Wednesday, March 31, 2004

Can blogs be knowledge management tools?

There's an interesting discussion going on in the trdev email list about blogs and knowledge management. First, the original poster wrote that she reads a number of training and business blogs (including this one, I'm happy to report) and she was thinking about the potential for blogging in her organization, especially as a training and development tool. She asked people to let her know about their experiences.

Another list member expressed some skepticism because most of the blogs he'd seen were of the daily journal variety. So I piped up and wrote the following:

"While many blogs are similar to journals, the tool has evolved to be much more than that in many cases. Here's an article that might change your thinking a little, from Fast Company: http://www.fastcompany.com/magazine/81/blog.html.

George Siemens of elearnspace offers a great article on blogs and learning: http://www.elearnspace.org/Articles/blogging_part_1.htm . See especially the Uses for Blogging and Benefits sections.

Also, see this article on blogs as personal knowledge management tools by Amy Gahran: http://blog.contentious.com/archives/000120.html. (This is the link I published in this blog several weeks ago.)

More about blogs and learning can be found in my article, 'We Learning Part I,'http://www.learningcircuits.org/2003/dec2003/kaplan.htm. There are additional links in there."

I also wrote that I was the author of this blog and it's definitely a work-in-progress/experiment. The content and format change slightly as time goes by, as I try to learn what you, my dear readers, are interested in and what keeps you all checking in. I said that right now the format is a sort of "best of my inbox"--thoughts on articles, press releases, other tidbits and items of note that I don't run in my Intelligence column in T+D for whatever reason.)

Since I wrote that message, I found some more great resources on corporate blogging, posted by Amy Gahran in her Contentious Weblog.

The discussion on trdev has continued. The original skeptical poster is rethinking his view. Others have voiced their opinions as well. One poster, Learning Circuits Answer Geek Godfrey Parkin, wrote that he sees blogs as "a sort of missing link between knowledge management and informal learning."

Great stuff. Feel free to jump in if you're a trdev member or would like to join the list. Or post your thoughts here.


## Problem statement:
Report each line of the records where "that" occurs.

....

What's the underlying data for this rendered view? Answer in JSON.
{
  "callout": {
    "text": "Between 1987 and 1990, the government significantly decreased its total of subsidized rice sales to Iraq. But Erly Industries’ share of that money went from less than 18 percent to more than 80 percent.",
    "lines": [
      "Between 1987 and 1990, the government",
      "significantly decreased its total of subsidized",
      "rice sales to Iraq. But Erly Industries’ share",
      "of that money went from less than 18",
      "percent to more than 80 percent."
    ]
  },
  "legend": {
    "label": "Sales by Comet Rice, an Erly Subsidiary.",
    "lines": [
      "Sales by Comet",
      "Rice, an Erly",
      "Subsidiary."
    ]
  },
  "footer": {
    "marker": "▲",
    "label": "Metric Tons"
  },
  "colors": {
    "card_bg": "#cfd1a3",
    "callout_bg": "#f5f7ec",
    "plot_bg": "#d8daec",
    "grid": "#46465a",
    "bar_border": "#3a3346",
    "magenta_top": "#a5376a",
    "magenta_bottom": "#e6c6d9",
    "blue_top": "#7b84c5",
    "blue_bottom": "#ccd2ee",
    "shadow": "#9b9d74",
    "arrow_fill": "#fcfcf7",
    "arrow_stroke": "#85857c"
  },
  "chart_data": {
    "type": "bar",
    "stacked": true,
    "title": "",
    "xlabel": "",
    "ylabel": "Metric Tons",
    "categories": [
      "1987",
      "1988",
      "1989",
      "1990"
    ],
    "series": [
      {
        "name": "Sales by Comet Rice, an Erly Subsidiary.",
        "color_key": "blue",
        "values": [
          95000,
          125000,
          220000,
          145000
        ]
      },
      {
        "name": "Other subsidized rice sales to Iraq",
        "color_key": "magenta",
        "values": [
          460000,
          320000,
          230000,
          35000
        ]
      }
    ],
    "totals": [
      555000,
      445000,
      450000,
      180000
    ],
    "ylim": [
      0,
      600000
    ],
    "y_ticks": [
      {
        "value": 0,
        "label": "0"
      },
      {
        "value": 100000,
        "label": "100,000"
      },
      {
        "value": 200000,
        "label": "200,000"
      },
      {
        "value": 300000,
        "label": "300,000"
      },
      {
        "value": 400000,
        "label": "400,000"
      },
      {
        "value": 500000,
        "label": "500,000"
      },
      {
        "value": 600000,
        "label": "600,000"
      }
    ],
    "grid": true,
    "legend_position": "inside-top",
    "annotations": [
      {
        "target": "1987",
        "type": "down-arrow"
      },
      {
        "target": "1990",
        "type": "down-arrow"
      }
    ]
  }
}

....

## Solution below:
    "text": "Between 1987 and 1990, the government significantly decreased its total of subsidized rice sales to Iraq. But Erly Industries’ share of that money went from less than 18 percent to more than 80 percent.",
      "of that money went from less than 18",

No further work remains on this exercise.